How school administrators and parents are finding solutions to school bus shortage

AUDIE CORNISH, HOST:

The pandemic has been hard on students, schools and families over the past three academic years. First, COVID-19 forced the American education system into remote learning. Then, just as most school districts across the country began returning to the classroom, they ran up against another significant barrier - the national shortage of school bus drivers.

ALMI ABEYTA: We can get the schools ready. We can have everything together. But transportation is something where we will hear about it from families if transportation isn't working.

ARI SHAPIRO, HOST:

Almi Abeyta is the superintendent of the Chelsea School District in Massachusetts, where 1,500 of the district's 6,000 students rely on school bus transportation. Massachusetts Governor Charlie Baker loaned Abeyta's district 15 National Guard members to drive students to school until December.

ABEYTA: I have not heard any complaints, not that that means it's perfect. But in education, you can sometimes assume that no news is good news.

CORNISH: Abeyta feels like her district won't need the National Guard past December because they've been in solutions mode. And one problem they've identified - the tests to qualify to drive a bus in Chelsea were only available in English.

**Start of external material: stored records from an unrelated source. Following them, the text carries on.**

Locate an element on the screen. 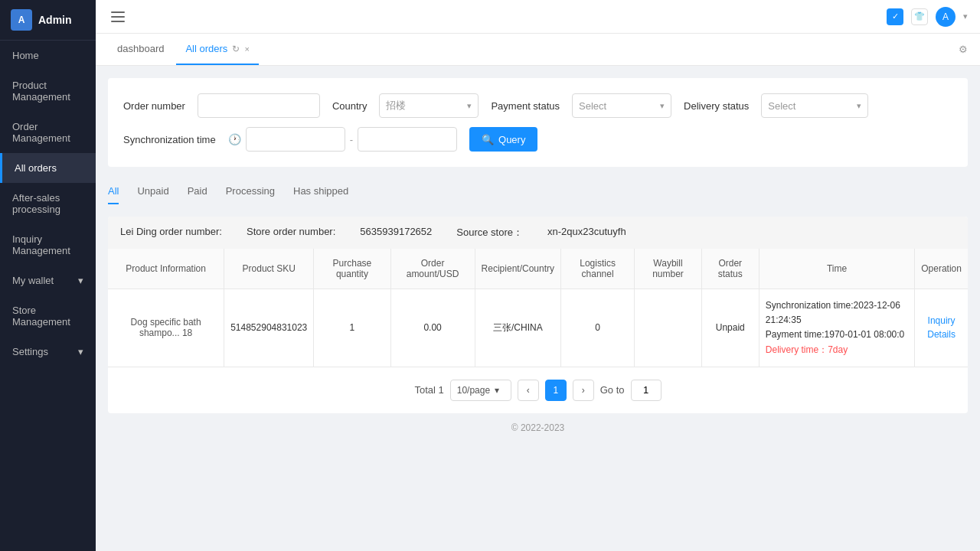 Image resolution: width=980 pixels, height=551 pixels. end-date-input is located at coordinates (407, 139).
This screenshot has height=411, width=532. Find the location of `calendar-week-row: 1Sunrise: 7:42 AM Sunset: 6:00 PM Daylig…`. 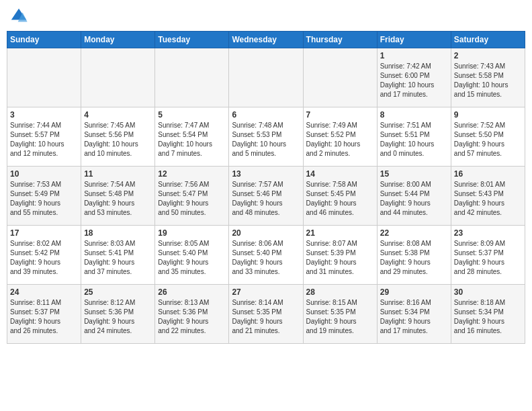

calendar-week-row: 1Sunrise: 7:42 AM Sunset: 6:00 PM Daylig… is located at coordinates (266, 78).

ABEYTA: And so now the test is in different languages, so they've been able to recruit, from what I hear, 50 to 60 drivers. Talking (ph) about equity, right?

ISMAEL EL-AMIN: A few years into parenting, we were juggling.

SHAPIRO: Ismael El-Amin has children in the Chicago public school system, which is also experiencing a shortage of bus drivers. It's a problem that El-Amin, a software developer, is uniquely positioned to help with. See, before the pandemic, he started a small carpool network.

EL-AMIN: I was literally driving on the highway in Chicago for 40 minutes next to another driver that goes to my daughter's school. We're looking at each other. The kids are waving at each other through the window. And in my mind, I'm like, you know what? We don't have to have both of these cars on the road.

CORNISH: Now El-Amin runs the PiggyBack network, a place where, for a fee, Chicago families can find carpools for their kids.

EL-AMIN: We've had, unfortunately, a lot of families are running into a situation where they had a bus route scheduled or they had some type of private transportation scheduled, and abruptly, they were canceled. They were dropped from that route. So they've run to us and sought the transportation through the carpool.

SHAPIRO: The National School Transportation Association has called the school bus driver shortage unprecedented at a national level - yet another unprecedented problem in a year unlike any other.

(SOUNDBITE OF ULRICH SCHNAUSS' "KNUDDELMAUS") Transcript provided by NPR, Copyright NPR.

NPR transcripts are created on a rush deadline by an NPR contractor. This text may not be in its final form and may be updated or revised in the future. Accuracy and availability may vary. The authoritative record of NPR’s programming is the audio record.